Sunday, January 17, 2010

The new scheme – Self governance and restructuring

Back ground..

Prof. Yashpal Committee report on Renovation and Rejuvenation of Higher Education is submitted to the Ministry of Human Resources Development and the ministry is likely to implement the advice of the committee. The implementation will amount to major overhaul and restructuring of higher education systems in India.

As a part of scheme even Architecture education is likely to change substantially.

The Change..

It is expected that the course will be reduced to four years, taking away the practical training from curriculum. The B. Arch. Degree will be conferred at successful completion of four year course. However, this will not be professional degree. The candidate will be required to work for at least one year after he completes B. Arch. Only after that he will be eligible to appear for professional registration examination carried out by the council of Architecture. On passing this exam he will be registered with the council and can use title of Architect.

Another change will be the education and institutes will move to self regulatory mode. The colleges will be required to maintain the minimum standards in Architectural education on their own without monitoring from any regulating authority. Possibly, the current system of granting intake by the regulatory body will go and institutes themselves will have to decide how many students they will admit. It means the institution will have to introspect and decide the number of students they can sustain without compromising on quality of education. Initially this likely to lead to chaos. Few institutions may admit huge number of students and not able to impart the expected quality of education. However, over the period of time, I trust, the system will mature and institutions after learning some hard lessons will come out with some standards for themselves.

There are some questions arising of this arrangement. Will this four years degree be accepted as UG qualification by the Indian and/or foreign universities for admission to masters degree course? Or the candidate will have to appear for CoA exam and get registered as an architect before he /she can apply for admission?

Let us hope all these questions get answered from MHRD or CoA before the scheme gets implemented.

Monday, January 11, 2010

Liberal Arts in education..

Indian school education system has over the years developed a complete disregard for liberal arts. Drawing, painting, music, dance, craft, are the subjects reserved only for junior classes. After 6th or 7th standard these subjects cease to exist. (This is very evident in poor students’ efforts to draw in NATA, AIEEE, and similar aptitude tests for admission to architecture course.) Even in junior classes they are looked down upon as irrelevant, time pass subjects. Instead, the kids are very heavily burdened of Science and Mathematics studies. Relevance of the depth of study of all the sciences and mathematics we learn during school days in everyday life is questionable. In fact, the relevance is never told to the kids. Only handful get engaged in careers that makes use of all this grounding in science and mathematics.

I believe, exposure to liberal arts plays very important role in personality building. In the today’s fast, taxing and stressful professional/ work routine liberal arts provide much required solace and rejuvenation to a human being. Engaging yourself in a hobby or practice of art is engrossing and makes you forget your day to day stresses.

We tend to look at and draw inspiration from the developed world. In this process we adapt many bad things of the developed world and ignore many good things. It is common in the developed world to spend the weekend at a picnic spot. The picnic is arranged keeping in mind main activity that is always related to some liberal art or serious hobby. Citizens take great pride in their hobbies and activities related to Art from they like and practice.

It is essential that our great educationists and school managements take a fresh, unbiased look at school education upto +2 level and attempt to make it more balanced and aiming to make good citizen.

Sunday, January 3, 2010

ability to question

Our school education system maims our students throughout this 12 years ordeal. Students are discouraged to ask questions. If one dares, he/she is ridiculed by the teacher in front of the class. May be the ridiculed student still continues asking questions but the whole episode discourages many other classmates, who witness the event, from asking questions fearing embarrassment they might have to face if teacher ridicules their question. To very great extent parents also contribute to this phenomenon in the similar manner.

There are many reasons for this behavior of teachers. Possibly they do not have enough time at hand to devote to question answer sessions. They have to deliver too much in too little time. Other possibility is the teacher does not know the answer and is reluctant to accept his ignorance.

The ability to question is very important for an Architect. Unless you question you cannot possibly search for answers. If there is no search for answers, there is no research. If there is no research there is no innovation, no evolution and there cannot be any transformation. Building up a question is also important process. In fact, one must be formally taught as to how to develop a question. One needs to build an ability to critically review the situation and question the right or wrong.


- **Prompt**
Word for word, transcribe all the entries shown below.

- **The data**
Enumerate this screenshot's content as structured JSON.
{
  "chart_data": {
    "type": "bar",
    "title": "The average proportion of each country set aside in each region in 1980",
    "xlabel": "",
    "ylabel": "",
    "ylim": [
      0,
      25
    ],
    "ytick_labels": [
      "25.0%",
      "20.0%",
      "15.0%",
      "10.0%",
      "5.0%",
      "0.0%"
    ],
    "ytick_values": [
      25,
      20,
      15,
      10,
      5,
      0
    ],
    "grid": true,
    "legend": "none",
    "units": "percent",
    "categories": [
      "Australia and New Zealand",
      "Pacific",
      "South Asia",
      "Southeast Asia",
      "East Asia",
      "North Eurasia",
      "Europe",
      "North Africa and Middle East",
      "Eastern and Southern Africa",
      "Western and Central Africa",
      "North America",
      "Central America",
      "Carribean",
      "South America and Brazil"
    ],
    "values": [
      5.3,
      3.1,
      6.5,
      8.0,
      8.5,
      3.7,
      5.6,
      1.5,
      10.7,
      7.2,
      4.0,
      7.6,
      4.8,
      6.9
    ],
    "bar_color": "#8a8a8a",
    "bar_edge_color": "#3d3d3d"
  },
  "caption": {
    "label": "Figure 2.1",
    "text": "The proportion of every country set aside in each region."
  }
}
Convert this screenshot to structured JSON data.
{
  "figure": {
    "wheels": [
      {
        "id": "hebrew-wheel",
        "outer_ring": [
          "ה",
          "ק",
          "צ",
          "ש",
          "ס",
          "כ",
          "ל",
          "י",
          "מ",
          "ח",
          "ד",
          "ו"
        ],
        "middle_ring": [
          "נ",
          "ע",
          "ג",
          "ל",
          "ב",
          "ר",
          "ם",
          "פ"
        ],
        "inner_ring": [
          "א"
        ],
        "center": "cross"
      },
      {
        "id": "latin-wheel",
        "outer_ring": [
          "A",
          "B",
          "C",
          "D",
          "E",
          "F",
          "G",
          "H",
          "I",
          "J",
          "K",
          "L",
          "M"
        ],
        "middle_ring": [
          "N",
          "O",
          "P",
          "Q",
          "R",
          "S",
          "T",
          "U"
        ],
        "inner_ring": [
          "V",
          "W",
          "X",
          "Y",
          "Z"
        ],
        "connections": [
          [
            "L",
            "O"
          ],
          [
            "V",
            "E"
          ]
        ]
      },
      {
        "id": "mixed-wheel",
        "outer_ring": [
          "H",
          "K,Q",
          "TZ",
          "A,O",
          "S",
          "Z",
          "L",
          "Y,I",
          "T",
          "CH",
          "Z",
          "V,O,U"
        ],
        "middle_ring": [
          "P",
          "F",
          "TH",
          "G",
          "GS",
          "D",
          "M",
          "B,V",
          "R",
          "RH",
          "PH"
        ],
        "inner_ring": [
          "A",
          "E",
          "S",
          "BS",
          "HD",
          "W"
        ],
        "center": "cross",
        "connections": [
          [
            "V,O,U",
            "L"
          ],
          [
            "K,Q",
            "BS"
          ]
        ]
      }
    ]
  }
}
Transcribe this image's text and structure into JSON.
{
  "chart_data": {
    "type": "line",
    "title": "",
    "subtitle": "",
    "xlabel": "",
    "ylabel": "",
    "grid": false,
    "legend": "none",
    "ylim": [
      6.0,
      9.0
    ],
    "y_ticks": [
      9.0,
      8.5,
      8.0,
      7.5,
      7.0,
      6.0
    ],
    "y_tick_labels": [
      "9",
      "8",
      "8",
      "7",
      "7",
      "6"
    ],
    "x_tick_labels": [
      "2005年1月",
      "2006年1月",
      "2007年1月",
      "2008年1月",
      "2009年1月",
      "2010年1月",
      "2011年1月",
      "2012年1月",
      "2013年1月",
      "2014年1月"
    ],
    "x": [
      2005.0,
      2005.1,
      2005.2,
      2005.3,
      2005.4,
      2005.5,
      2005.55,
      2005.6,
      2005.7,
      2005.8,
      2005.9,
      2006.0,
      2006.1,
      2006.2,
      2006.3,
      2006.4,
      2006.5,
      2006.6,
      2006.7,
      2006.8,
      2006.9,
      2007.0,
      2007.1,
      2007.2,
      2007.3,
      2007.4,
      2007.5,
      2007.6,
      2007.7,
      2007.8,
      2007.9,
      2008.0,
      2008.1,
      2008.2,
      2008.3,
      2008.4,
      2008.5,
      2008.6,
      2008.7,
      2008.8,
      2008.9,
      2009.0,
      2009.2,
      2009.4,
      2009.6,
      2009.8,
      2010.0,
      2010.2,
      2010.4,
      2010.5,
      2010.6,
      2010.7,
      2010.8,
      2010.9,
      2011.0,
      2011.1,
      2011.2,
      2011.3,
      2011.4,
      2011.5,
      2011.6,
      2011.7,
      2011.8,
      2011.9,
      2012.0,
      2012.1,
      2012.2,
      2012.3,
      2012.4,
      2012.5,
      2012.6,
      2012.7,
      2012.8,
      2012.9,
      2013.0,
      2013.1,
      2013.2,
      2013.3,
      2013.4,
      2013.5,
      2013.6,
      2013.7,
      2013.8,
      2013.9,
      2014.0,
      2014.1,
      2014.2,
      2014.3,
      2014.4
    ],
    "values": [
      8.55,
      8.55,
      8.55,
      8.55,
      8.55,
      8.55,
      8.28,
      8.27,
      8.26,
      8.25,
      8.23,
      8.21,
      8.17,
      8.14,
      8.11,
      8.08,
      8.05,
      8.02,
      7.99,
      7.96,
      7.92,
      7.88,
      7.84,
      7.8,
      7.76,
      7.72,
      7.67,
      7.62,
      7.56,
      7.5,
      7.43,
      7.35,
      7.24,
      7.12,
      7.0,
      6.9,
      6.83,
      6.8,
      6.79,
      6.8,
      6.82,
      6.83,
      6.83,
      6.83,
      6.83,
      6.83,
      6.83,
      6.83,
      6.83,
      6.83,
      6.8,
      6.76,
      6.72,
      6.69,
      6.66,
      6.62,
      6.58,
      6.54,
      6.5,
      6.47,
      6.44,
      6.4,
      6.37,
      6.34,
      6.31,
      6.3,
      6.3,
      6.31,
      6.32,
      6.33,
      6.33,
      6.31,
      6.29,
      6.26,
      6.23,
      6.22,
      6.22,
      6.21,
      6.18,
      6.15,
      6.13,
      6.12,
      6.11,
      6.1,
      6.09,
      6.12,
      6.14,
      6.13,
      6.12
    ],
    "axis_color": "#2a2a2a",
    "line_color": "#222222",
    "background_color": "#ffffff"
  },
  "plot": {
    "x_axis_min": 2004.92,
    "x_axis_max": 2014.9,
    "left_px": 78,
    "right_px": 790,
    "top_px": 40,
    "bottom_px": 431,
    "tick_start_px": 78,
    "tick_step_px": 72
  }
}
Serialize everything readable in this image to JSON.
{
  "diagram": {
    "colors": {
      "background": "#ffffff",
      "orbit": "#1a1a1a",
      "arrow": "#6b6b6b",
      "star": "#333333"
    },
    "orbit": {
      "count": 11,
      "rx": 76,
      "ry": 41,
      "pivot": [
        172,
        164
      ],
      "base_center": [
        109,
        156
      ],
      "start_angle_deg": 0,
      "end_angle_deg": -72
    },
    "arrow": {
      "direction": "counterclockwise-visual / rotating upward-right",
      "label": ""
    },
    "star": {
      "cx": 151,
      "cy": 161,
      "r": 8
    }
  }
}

- **Solution**
Enumerate this screenshot's content as structured JSON.
{
  "chart_data": {
    "type": "bar",
    "title": "The average proportion of each country set aside in each region in 1980",
    "xlabel": "",
    "ylabel": "",
    "ylim": [
      0,
      25
    ],
    "ytick_labels": [
      "25.0%",
      "20.0%",
      "15.0%",
      "10.0%",
      "5.0%",
      "0.0%"
    ],
    "ytick_values": [
      25,
      20,
      15,
      10,
      5,
      0
    ],
    "grid": true,
    "legend": "none",
    "units": "percent",
    "categories": [
      "Australia and New Zealand",
      "Pacific",
      "South Asia",
      "Southeast Asia",
      "East Asia",
      "North Eurasia",
      "Europe",
      "North Africa and Middle East",
      "Eastern and Southern Africa",
      "Western and Central Africa",
      "North America",
      "Central America",
      "Carribean",
      "South America and Brazil"
    ],
    "values": [
      5.3,
      3.1,
      6.5,
      8.0,
      8.5,
      3.7,
      5.6,
      1.5,
      10.7,
      7.2,
      4.0,
      7.6,
      4.8,
      6.9
    ],
    "bar_color": "#8a8a8a",
    "bar_edge_color": "#3d3d3d"
  },
  "caption": {
    "label": "Figure 2.1",
    "text": "The proportion of every country set aside in each region."
  }
}
Convert this screenshot to structured JSON data.
{
  "figure": {
    "wheels": [
      {
        "id": "hebrew-wheel",
        "outer_ring": [
          "ה",
          "ק",
          "צ",
          "ש",
          "ס",
          "כ",
          "ל",
          "י",
          "מ",
          "ח",
          "ד",
          "ו"
        ],
        "middle_ring": [
          "נ",
          "ע",
          "ג",
          "ל",
          "ב",
          "ר",
          "ם",
          "פ"
        ],
        "inner_ring": [
          "א"
        ],
        "center": "cross"
      },
      {
        "id": "latin-wheel",
        "outer_ring": [
          "A",
          "B",
          "C",
          "D",
          "E",
          "F",
          "G",
          "H",
          "I",
          "J",
          "K",
          "L",
          "M"
        ],
        "middle_ring": [
          "N",
          "O",
          "P",
          "Q",
          "R",
          "S",
          "T",
          "U"
        ],
        "inner_ring": [
          "V",
          "W",
          "X",
          "Y",
          "Z"
        ],
        "connections": [
          [
            "L",
            "O"
          ],
          [
            "V",
            "E"
          ]
        ]
      },
      {
        "id": "mixed-wheel",
        "outer_ring": [
          "H",
          "K,Q",
          "TZ",
          "A,O",
          "S",
          "Z",
          "L",
          "Y,I",
          "T",
          "CH",
          "Z",
          "V,O,U"
        ],
        "middle_ring": [
          "P",
          "F",
          "TH",
          "G",
          "GS",
          "D",
          "M",
          "B,V",
          "R",
          "RH",
          "PH"
        ],
        "inner_ring": [
          "A",
          "E",
          "S",
          "BS",
          "HD",
          "W"
        ],
        "center": "cross",
        "connections": [
          [
            "V,O,U",
            "L"
          ],
          [
            "K,Q",
            "BS"
          ]
        ]
      }
    ]
  }
}
Transcribe this image's text and structure into JSON.
{
  "chart_data": {
    "type": "line",
    "title": "",
    "subtitle": "",
    "xlabel": "",
    "ylabel": "",
    "grid": false,
    "legend": "none",
    "ylim": [
      6.0,
      9.0
    ],
    "y_ticks": [
      9.0,
      8.5,
      8.0,
      7.5,
      7.0,
      6.0
    ],
    "y_tick_labels": [
      "9",
      "8",
      "8",
      "7",
      "7",
      "6"
    ],
    "x_tick_labels": [
      "2005年1月",
      "2006年1月",
      "2007年1月",
      "2008年1月",
      "2009年1月",
      "2010年1月",
      "2011年1月",
      "2012年1月",
      "2013年1月",
      "2014年1月"
    ],
    "x": [
      2005.0,
      2005.1,
      2005.2,
      2005.3,
      2005.4,
      2005.5,
      2005.55,
      2005.6,
      2005.7,
      2005.8,
      2005.9,
      2006.0,
      2006.1,
      2006.2,
      2006.3,
      2006.4,
      2006.5,
      2006.6,
      2006.7,
      2006.8,
      2006.9,
      2007.0,
      2007.1,
      2007.2,
      2007.3,
      2007.4,
      2007.5,
      2007.6,
      2007.7,
      2007.8,
      2007.9,
      2008.0,
      2008.1,
      2008.2,
      2008.3,
      2008.4,
      2008.5,
      2008.6,
      2008.7,
      2008.8,
      2008.9,
      2009.0,
      2009.2,
      2009.4,
      2009.6,
      2009.8,
      2010.0,
      2010.2,
      2010.4,
      2010.5,
      2010.6,
      2010.7,
      2010.8,
      2010.9,
      2011.0,
      2011.1,
      2011.2,
      2011.3,
      2011.4,
      2011.5,
      2011.6,
      2011.7,
      2011.8,
      2011.9,
      2012.0,
      2012.1,
      2012.2,
      2012.3,
      2012.4,
      2012.5,
      2012.6,
      2012.7,
      2012.8,
      2012.9,
      2013.0,
      2013.1,
      2013.2,
      2013.3,
      2013.4,
      2013.5,
      2013.6,
      2013.7,
      2013.8,
      2013.9,
      2014.0,
      2014.1,
      2014.2,
      2014.3,
      2014.4
    ],
    "values": [
      8.55,
      8.55,
      8.55,
      8.55,
      8.55,
      8.55,
      8.28,
      8.27,
      8.26,
      8.25,
      8.23,
      8.21,
      8.17,
      8.14,
      8.11,
      8.08,
      8.05,
      8.02,
      7.99,
      7.96,
      7.92,
      7.88,
      7.84,
      7.8,
      7.76,
      7.72,
      7.67,
      7.62,
      7.56,
      7.5,
      7.43,
      7.35,
      7.24,
      7.12,
      7.0,
      6.9,
      6.83,
      6.8,
      6.79,
      6.8,
      6.82,
      6.83,
      6.83,
      6.83,
      6.83,
      6.83,
      6.83,
      6.83,
      6.83,
      6.83,
      6.8,
      6.76,
      6.72,
      6.69,
      6.66,
      6.62,
      6.58,
      6.54,
      6.5,
      6.47,
      6.44,
      6.4,
      6.37,
      6.34,
      6.31,
      6.3,
      6.3,
      6.31,
      6.32,
      6.33,
      6.33,
      6.31,
      6.29,
      6.26,
      6.23,
      6.22,
      6.22,
      6.21,
      6.18,
      6.15,
      6.13,
      6.12,
      6.11,
      6.1,
      6.09,
      6.12,
      6.14,
      6.13,
      6.12
    ],
    "axis_color": "#2a2a2a",
    "line_color": "#222222",
    "background_color": "#ffffff"
  },
  "plot": {
    "x_axis_min": 2004.92,
    "x_axis_max": 2014.9,
    "left_px": 78,
    "right_px": 790,
    "top_px": 40,
    "bottom_px": 431,
    "tick_start_px": 78,
    "tick_step_px": 72
  }
}
Serialize everything readable in this image to JSON.
{
  "diagram": {
    "colors": {
      "background": "#ffffff",
      "orbit": "#1a1a1a",
      "arrow": "#6b6b6b",
      "star": "#333333"
    },
    "orbit": {
      "count": 11,
      "rx": 76,
      "ry": 41,
      "pivot": [
        172,
        164
      ],
      "base_center": [
        109,
        156
      ],
      "start_angle_deg": 0,
      "end_angle_deg": -72
    },
    "arrow": {
      "direction": "counterclockwise-visual / rotating upward-right",
      "label": ""
    },
    "star": {
      "cx": 151,
      "cy": 161,
      "r": 8
    }
  }
}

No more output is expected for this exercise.